Within hours of their birth, the septuplets were being showered with cash, lifetime supplies of Pampers and Gerber baby food, strollers, car seats, even college scholarships. Book and movie offers quickly followed. And local businesses chipped in to build the family a new house in their tiny hometown of Carlisle, Iowa (population now 3,407).
Medical ethicists were also saying "wow!" but not in solidarity with the McCaugheys. Concerned that Bobbi's success will persuade other women to ignore the risks of fertility drugs (Bobbi was taking the powerful Metrodin, as she was when she conceived their first child, 23-month-old Mikayla), they fear growing numbers of premature, low-birth-weight supertwins. "Women are not meant to have litters," says Dr. Louis Keith, president of Northwestern University's Center for Study of Multiple Births. "One case like this does not mean that the next ones will be similar. That is the tragedy." And some wonder if the estimated tab of more than $1 million it will cost to bring the babies through infancy is the best use for limited health care dollars.
Devout Baptists, the McCaugheys say they leave such questions to a higher power. "I've asked Bobbi several times, 'What are you going to do?' " says her sister Michele Hepworth. "She says, 'We can't do anything but trust God.' " So far, He has come through. All seven infants are now off ventilators, and the last of the brood is expected to be able to leave the hospital by late January. Although doctors remain on the alert for signs of developmental problems, "at this stage, no news is good news," says Dr. Robert Shaw, one of five neonatologists caring for the infants. "We're pretty much right on schedule. And they are just as cute as can be."
Saved by the Bell Reunion
The hookups, the meltdowns, the memoires
The case reveals what was really going on what they think of each other now!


**Exercise objective:**
So that nothing is lost, transcribe each line of the records exactly.

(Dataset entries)

★ ★ ★ ★ ★

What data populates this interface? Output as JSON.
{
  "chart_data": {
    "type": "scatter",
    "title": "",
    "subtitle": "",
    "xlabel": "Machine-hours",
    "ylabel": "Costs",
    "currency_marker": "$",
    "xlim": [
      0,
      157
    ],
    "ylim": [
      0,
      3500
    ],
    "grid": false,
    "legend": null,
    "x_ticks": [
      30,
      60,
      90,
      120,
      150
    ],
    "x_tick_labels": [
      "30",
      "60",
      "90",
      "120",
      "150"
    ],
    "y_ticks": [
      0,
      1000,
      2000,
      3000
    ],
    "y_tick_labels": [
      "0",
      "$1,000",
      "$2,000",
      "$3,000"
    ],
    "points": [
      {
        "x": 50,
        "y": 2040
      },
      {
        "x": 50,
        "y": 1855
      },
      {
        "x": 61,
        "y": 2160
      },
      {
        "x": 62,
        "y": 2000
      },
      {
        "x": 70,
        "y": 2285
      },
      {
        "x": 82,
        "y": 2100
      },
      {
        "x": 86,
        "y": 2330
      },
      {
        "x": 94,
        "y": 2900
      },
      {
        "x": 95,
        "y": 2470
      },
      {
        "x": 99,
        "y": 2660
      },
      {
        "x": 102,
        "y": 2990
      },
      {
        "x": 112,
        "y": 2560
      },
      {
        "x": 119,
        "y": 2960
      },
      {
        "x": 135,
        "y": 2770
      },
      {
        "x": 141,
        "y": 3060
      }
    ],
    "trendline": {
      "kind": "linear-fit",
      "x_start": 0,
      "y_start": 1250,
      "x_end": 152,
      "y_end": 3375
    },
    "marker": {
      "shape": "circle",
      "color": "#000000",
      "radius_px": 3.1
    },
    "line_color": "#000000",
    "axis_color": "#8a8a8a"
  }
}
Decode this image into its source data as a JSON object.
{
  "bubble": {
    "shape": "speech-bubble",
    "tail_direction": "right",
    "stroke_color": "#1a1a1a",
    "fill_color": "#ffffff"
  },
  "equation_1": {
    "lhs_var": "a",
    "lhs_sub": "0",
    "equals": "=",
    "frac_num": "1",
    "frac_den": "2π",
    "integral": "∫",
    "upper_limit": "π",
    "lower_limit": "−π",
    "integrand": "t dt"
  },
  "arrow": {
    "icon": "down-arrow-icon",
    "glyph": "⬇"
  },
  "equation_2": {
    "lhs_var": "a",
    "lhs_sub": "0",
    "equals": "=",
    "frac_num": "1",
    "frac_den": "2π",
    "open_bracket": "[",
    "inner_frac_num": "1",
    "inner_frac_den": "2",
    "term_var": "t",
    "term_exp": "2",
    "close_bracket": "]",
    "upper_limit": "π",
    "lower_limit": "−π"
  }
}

★ ★ ★ ★ ★

**Output:**
What data populates this interface? Output as JSON.
{
  "chart_data": {
    "type": "scatter",
    "title": "",
    "subtitle": "",
    "xlabel": "Machine-hours",
    "ylabel": "Costs",
    "currency_marker": "$",
    "xlim": [
      0,
      157
    ],
    "ylim": [
      0,
      3500
    ],
    "grid": false,
    "legend": null,
    "x_ticks": [
      30,
      60,
      90,
      120,
      150
    ],
    "x_tick_labels": [
      "30",
      "60",
      "90",
      "120",
      "150"
    ],
    "y_ticks": [
      0,
      1000,
      2000,
      3000
    ],
    "y_tick_labels": [
      "0",
      "$1,000",
      "$2,000",
      "$3,000"
    ],
    "points": [
      {
        "x": 50,
        "y": 2040
      },
      {
        "x": 50,
        "y": 1855
      },
      {
        "x": 61,
        "y": 2160
      },
      {
        "x": 62,
        "y": 2000
      },
      {
        "x": 70,
        "y": 2285
      },
      {
        "x": 82,
        "y": 2100
      },
      {
        "x": 86,
        "y": 2330
      },
      {
        "x": 94,
        "y": 2900
      },
      {
        "x": 95,
        "y": 2470
      },
      {
        "x": 99,
        "y": 2660
      },
      {
        "x": 102,
        "y": 2990
      },
      {
        "x": 112,
        "y": 2560
      },
      {
        "x": 119,
        "y": 2960
      },
      {
        "x": 135,
        "y": 2770
      },
      {
        "x": 141,
        "y": 3060
      }
    ],
    "trendline": {
      "kind": "linear-fit",
      "x_start": 0,
      "y_start": 1250,
      "x_end": 152,
      "y_end": 3375
    },
    "marker": {
      "shape": "circle",
      "color": "#000000",
      "radius_px": 3.1
    },
    "line_color": "#000000",
    "axis_color": "#8a8a8a"
  }
}
Decode this image into its source data as a JSON object.
{
  "bubble": {
    "shape": "speech-bubble",
    "tail_direction": "right",
    "stroke_color": "#1a1a1a",
    "fill_color": "#ffffff"
  },
  "equation_1": {
    "lhs_var": "a",
    "lhs_sub": "0",
    "equals": "=",
    "frac_num": "1",
    "frac_den": "2π",
    "integral": "∫",
    "upper_limit": "π",
    "lower_limit": "−π",
    "integrand": "t dt"
  },
  "arrow": {
    "icon": "down-arrow-icon",
    "glyph": "⬇"
  },
  "equation_2": {
    "lhs_var": "a",
    "lhs_sub": "0",
    "equals": "=",
    "frac_num": "1",
    "frac_den": "2π",
    "open_bracket": "[",
    "inner_frac_num": "1",
    "inner_frac_den": "2",
    "term_var": "t",
    "term_exp": "2",
    "close_bracket": "]",
    "upper_limit": "π",
    "lower_limit": "−π"
  }
}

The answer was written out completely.